To avoid a creditor panic in the midst of the COVID-19 health crisis, the NSW Supreme Court has appointed a receiver instead of a liquidator to a rural hotel that is the centre of a deadlocked shareholder dispute over more than $2.7 million.
A judge has sentenced a Melbourne-based lawyer to six years in prison for stealing and misusing over $1.7 million in client funds, saying his conduct had “brought the legal profession into disrepute”.
A class action brought against three medical device manufacturers and a disgraced former doctor on behalf of thousands of women who claim to have suffered lifelong complications from pelvic mesh implants is seeking to add the doctor’s medical insurance company to the proceedings.
Employsure has made an eleventh hour courtroom bid to access documents held by the Fair Work Ombudsman, just days before trial is due to commence in ACCC proceedings alleging the workplace relations company engaged in unconscionable conduct towards small business clients.
A court has given Goodman Fielder the green light to reopen its breach of contract case against GrainCorp to submit further evidence on potential damages.
A judge has given the green light for HarperCollins to use several documents from a royal commission in its defence of defamation proceedings brought against it by two psychiatrists at the centre of the deep sleep therapy scandal that rocked the medical world in the 1960s and 70s.
Shine Lawyers and barrister David Turner have once again dodged a negligence lawsuit over advice given about a $630,000 contractual dispute, with an appeals court upholding an earlier decision dismissing a bid to join the two parties.
A judge has ordered WA-based Quantum Housing Group to pay $700,000 and its sole director another $50,000 after finding the company misled investors in the National Rental Affordability Scheme.
A Sydney-based law firm has been ordered to pay $1.4 million in damages for failing to properly advise a client of his rights under a partnership agreement after he suffered several strokes.
Domino’s is seeking to strike out portions of the “rolled up, confusing pleading” in a class action over alleged worker underpayments, saying the case cannot be brought under the consumer law.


▶ [Work required]:
The records are to be repeated in full, with the images removed.

▶ [Data supplied]:
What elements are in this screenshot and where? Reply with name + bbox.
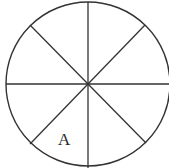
divided-circle-diagram: A (0, 0, 169, 168)
sector-label-a: A (58, 130, 71, 149)
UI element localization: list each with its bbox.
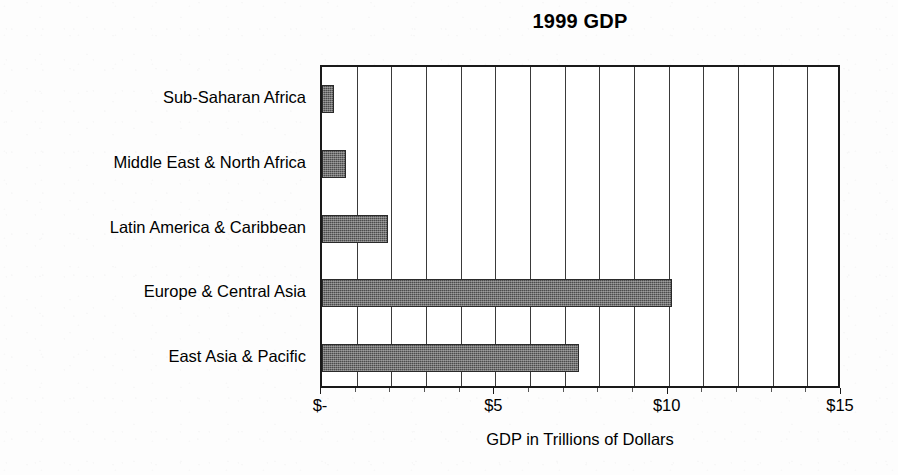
plot-area [320,65,840,388]
tick-mark-minor [597,388,598,392]
tick-mark-minor [355,388,356,392]
gridline [738,67,739,386]
tick-mark-minor [805,388,806,392]
tick-label: $10 [653,396,681,415]
tick-mark-minor [563,388,564,392]
tick-mark-major [320,388,321,394]
tick-mark-major [840,388,841,394]
bar [322,215,388,243]
tick-mark-minor [736,388,737,392]
tick-mark-minor [632,388,633,392]
gridline [461,67,462,386]
chart-title: 1999 GDP [320,10,840,33]
x-axis-title: GDP in Trillions of Dollars [320,430,840,449]
tick-mark-minor [771,388,772,392]
category-label: East Asia & Pacific [6,347,306,365]
gridline [426,67,427,386]
bar [322,85,334,113]
tick-label: $15 [826,396,854,415]
gridline [634,67,635,386]
tick-mark-minor [424,388,425,392]
tick-mark-minor [701,388,702,392]
gridline [565,67,566,386]
gridline [807,67,808,386]
tick-mark-major [493,388,494,394]
category-label: Middle East & North Africa [6,153,306,171]
gridline [530,67,531,386]
tick-mark-minor [389,388,390,392]
gridline [599,67,600,386]
category-label: Europe & Central Asia [6,282,306,300]
gridline [669,67,670,386]
tick-mark-minor [528,388,529,392]
gdp-bar-chart: 1999 GDP Sub-Saharan AfricaMiddle East &… [0,0,898,475]
category-label: Sub-Saharan Africa [6,88,306,106]
category-axis-labels: Sub-Saharan AfricaMiddle East & North Af… [0,65,320,388]
bar [322,344,579,372]
bar [322,279,672,307]
tick-label: $5 [484,396,502,415]
value-axis-ticks: $-$5$10$15 [320,388,840,428]
gridline [391,67,392,386]
tick-mark-major [667,388,668,394]
tick-label: $- [313,396,328,415]
gridline [703,67,704,386]
gridline [773,67,774,386]
category-label: Latin America & Caribbean [6,218,306,236]
bar [322,150,346,178]
gridline [495,67,496,386]
tick-mark-minor [459,388,460,392]
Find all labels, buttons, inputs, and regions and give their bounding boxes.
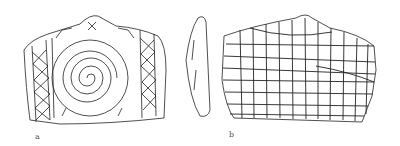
label-a: a	[35, 132, 40, 141]
label-b: b	[229, 130, 234, 139]
object-b	[222, 15, 376, 122]
figure-drawing	[0, 0, 400, 146]
object-side	[186, 17, 210, 117]
object-a	[24, 16, 166, 124]
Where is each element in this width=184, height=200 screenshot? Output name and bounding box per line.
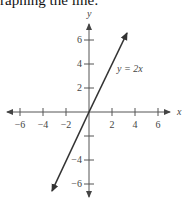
x-tick-label: 2 xyxy=(110,119,115,130)
x-axis: x xyxy=(7,106,182,117)
y-tick-label: −4 xyxy=(71,154,82,165)
x-ticks: −6 −4 −2 2 4 6 xyxy=(15,108,161,130)
x-tick-label: 4 xyxy=(133,119,138,130)
coordinate-plane: x y −6 −4 −2 2 4 6 6 4 2 −4 −6 xyxy=(0,0,184,200)
y-tick-label: 4 xyxy=(77,58,82,69)
x-tick-label: −4 xyxy=(38,119,49,130)
y-tick-label: 6 xyxy=(77,34,82,45)
x-tick-label: −6 xyxy=(15,119,26,130)
y-axis: y xyxy=(86,8,92,197)
x-tick-label: 6 xyxy=(156,119,161,130)
line-equation-label: y = 2x xyxy=(116,63,143,74)
y-tick-label: 2 xyxy=(77,82,82,93)
x-axis-label: x xyxy=(176,106,182,117)
x-tick-label: −2 xyxy=(61,119,72,130)
y-axis-label: y xyxy=(86,8,92,19)
y-tick-label: −6 xyxy=(71,178,82,189)
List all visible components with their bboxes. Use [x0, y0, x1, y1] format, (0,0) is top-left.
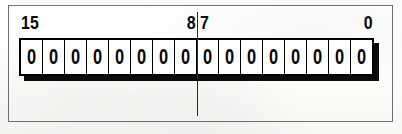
figure-root: 15 8 7 0 0 0 0 0 0 0 — [0, 0, 402, 134]
bit-cell: 0 — [263, 40, 285, 74]
bit-value: 0 — [49, 46, 58, 67]
bit-value: 0 — [357, 46, 366, 67]
bit-label-8: 8 — [187, 13, 196, 32]
bit-label-15: 15 — [21, 13, 39, 32]
bit-value: 0 — [181, 46, 190, 67]
bit-cell: 0 — [219, 40, 241, 74]
bit-cell: 0 — [109, 40, 131, 74]
bit-value: 0 — [225, 46, 234, 67]
bit-value: 0 — [313, 46, 322, 67]
bit-value: 0 — [247, 46, 256, 67]
bit-cell: 0 — [87, 40, 109, 74]
bit-cell: 0 — [351, 40, 372, 74]
bit-value: 0 — [335, 46, 344, 67]
bit-value: 0 — [27, 46, 36, 67]
bit-value: 0 — [291, 46, 300, 67]
bit-cell: 0 — [175, 40, 197, 74]
bit-label-7: 7 — [200, 13, 209, 32]
bit-label-0: 0 — [364, 13, 373, 32]
byte-boundary-divider — [197, 12, 198, 116]
bit-value: 0 — [71, 46, 80, 67]
bit-value: 0 — [269, 46, 278, 67]
bit-value: 0 — [93, 46, 102, 67]
bit-cell: 0 — [197, 40, 219, 74]
bit-cell: 0 — [21, 40, 43, 74]
bit-cell: 0 — [241, 40, 263, 74]
bit-cell: 0 — [131, 40, 153, 74]
bit-value: 0 — [203, 46, 212, 67]
bit-cell: 0 — [153, 40, 175, 74]
bit-value: 0 — [137, 46, 146, 67]
bit-value: 0 — [159, 46, 168, 67]
bit-cell: 0 — [329, 40, 351, 74]
bit-value: 0 — [115, 46, 124, 67]
bit-cell: 0 — [43, 40, 65, 74]
bit-cell: 0 — [65, 40, 87, 74]
register-diagram: 15 8 7 0 0 0 0 0 0 0 — [0, 0, 402, 134]
bit-cell: 0 — [307, 40, 329, 74]
bit-cell: 0 — [285, 40, 307, 74]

▶ [Completed exercise]:
What elements are in this screenshot and where? Reply with name + bbox.
divided-circle-diagram: A (0, 0, 169, 168)
sector-label-a: A (58, 130, 71, 149)
UI element localization: list each with its bbox.
plot-area [320,65,840,388]
tick-mark-minor [597,388,598,392]
tick-mark-minor [355,388,356,392]
gridline [738,67,739,386]
tick-mark-minor [805,388,806,392]
tick-label: $10 [653,396,681,415]
tick-mark-minor [563,388,564,392]
tick-mark-major [320,388,321,394]
tick-mark-major [840,388,841,394]
bar [322,215,388,243]
tick-mark-minor [736,388,737,392]
tick-mark-minor [632,388,633,392]
gridline [461,67,462,386]
chart-title: 1999 GDP [320,10,840,33]
x-axis-title: GDP in Trillions of Dollars [320,430,840,449]
tick-mark-minor [771,388,772,392]
category-label: East Asia & Pacific [6,347,306,365]
gridline [426,67,427,386]
bar [322,85,334,113]
tick-label: $15 [826,396,854,415]
gridline [634,67,635,386]
tick-mark-minor [424,388,425,392]
tick-mark-minor [701,388,702,392]
gridline [565,67,566,386]
gridline [807,67,808,386]
tick-mark-major [493,388,494,394]
category-label: Middle East & North Africa [6,153,306,171]
gridline [530,67,531,386]
tick-mark-minor [389,388,390,392]
gridline [599,67,600,386]
category-label: Europe & Central Asia [6,282,306,300]
gridline [669,67,670,386]
tick-mark-minor [528,388,529,392]
gdp-bar-chart: 1999 GDP Sub-Saharan AfricaMiddle East &… [0,0,898,475]
category-label: Sub-Saharan Africa [6,88,306,106]
category-axis-labels: Sub-Saharan AfricaMiddle East & North Af… [0,65,320,388]
bar [322,344,579,372]
bar [322,279,672,307]
tick-label: $5 [484,396,502,415]
value-axis-ticks: $-$5$10$15 [320,388,840,428]
gridline [391,67,392,386]
tick-mark-major [667,388,668,394]
tick-label: $- [313,396,328,415]
gridline [703,67,704,386]
gridline [773,67,774,386]
category-label: Latin America & Caribbean [6,218,306,236]
bar [322,150,346,178]
gridline [495,67,496,386]
tick-mark-minor [459,388,460,392]
Find all labels, buttons, inputs, and regions and give their bounding boxes.
label-a: a	[35, 132, 40, 141]
label-b: b	[229, 130, 234, 139]
object-b	[222, 15, 376, 122]
figure-drawing	[0, 0, 400, 146]
object-side	[186, 17, 210, 117]
object-a	[24, 16, 166, 124]
Where is each element in this width=184, height=200 screenshot? Output name and bounding box per line.
x-tick-label: 2 xyxy=(110,119,115,130)
x-axis: x xyxy=(7,106,182,117)
y-tick-label: −4 xyxy=(71,154,82,165)
x-ticks: −6 −4 −2 2 4 6 xyxy=(15,108,161,130)
x-tick-label: 4 xyxy=(133,119,138,130)
coordinate-plane: x y −6 −4 −2 2 4 6 6 4 2 −4 −6 xyxy=(0,0,184,200)
y-tick-label: 4 xyxy=(77,58,82,69)
x-tick-label: −4 xyxy=(38,119,49,130)
y-tick-label: 6 xyxy=(77,34,82,45)
x-tick-label: −6 xyxy=(15,119,26,130)
y-axis: y xyxy=(86,8,92,197)
x-tick-label: 6 xyxy=(156,119,161,130)
line-equation-label: y = 2x xyxy=(116,63,143,74)
y-tick-label: 2 xyxy=(77,82,82,93)
x-axis-label: x xyxy=(176,106,182,117)
x-tick-label: −2 xyxy=(61,119,72,130)
y-axis-label: y xyxy=(86,8,92,19)
y-tick-label: −6 xyxy=(71,178,82,189)
List all visible components with their bboxes. Use [x0, y0, x1, y1] format, (0,0) is top-left.
figure-root: 15 8 7 0 0 0 0 0 0 0 — [0, 0, 402, 134]
bit-cell: 0 — [263, 40, 285, 74]
bit-value: 0 — [49, 46, 58, 67]
bit-value: 0 — [357, 46, 366, 67]
bit-label-8: 8 — [187, 13, 196, 32]
bit-label-15: 15 — [21, 13, 39, 32]
bit-value: 0 — [181, 46, 190, 67]
bit-cell: 0 — [219, 40, 241, 74]
bit-cell: 0 — [109, 40, 131, 74]
bit-value: 0 — [225, 46, 234, 67]
bit-value: 0 — [313, 46, 322, 67]
bit-value: 0 — [247, 46, 256, 67]
bit-cell: 0 — [87, 40, 109, 74]
bit-cell: 0 — [351, 40, 372, 74]
bit-value: 0 — [335, 46, 344, 67]
bit-value: 0 — [27, 46, 36, 67]
bit-value: 0 — [291, 46, 300, 67]
bit-cell: 0 — [175, 40, 197, 74]
bit-label-7: 7 — [200, 13, 209, 32]
bit-label-0: 0 — [364, 13, 373, 32]
byte-boundary-divider — [197, 12, 198, 116]
bit-value: 0 — [71, 46, 80, 67]
bit-value: 0 — [269, 46, 278, 67]
bit-value: 0 — [93, 46, 102, 67]
bit-cell: 0 — [197, 40, 219, 74]
bit-cell: 0 — [21, 40, 43, 74]
bit-cell: 0 — [241, 40, 263, 74]
bit-cell: 0 — [131, 40, 153, 74]
bit-value: 0 — [203, 46, 212, 67]
bit-cell: 0 — [153, 40, 175, 74]
bit-value: 0 — [137, 46, 146, 67]
bit-value: 0 — [159, 46, 168, 67]
bit-cell: 0 — [329, 40, 351, 74]
bit-value: 0 — [115, 46, 124, 67]
bit-cell: 0 — [43, 40, 65, 74]
bit-cell: 0 — [65, 40, 87, 74]
register-diagram: 15 8 7 0 0 0 0 0 0 0 — [0, 0, 402, 134]
bit-cell: 0 — [307, 40, 329, 74]
bit-cell: 0 — [285, 40, 307, 74]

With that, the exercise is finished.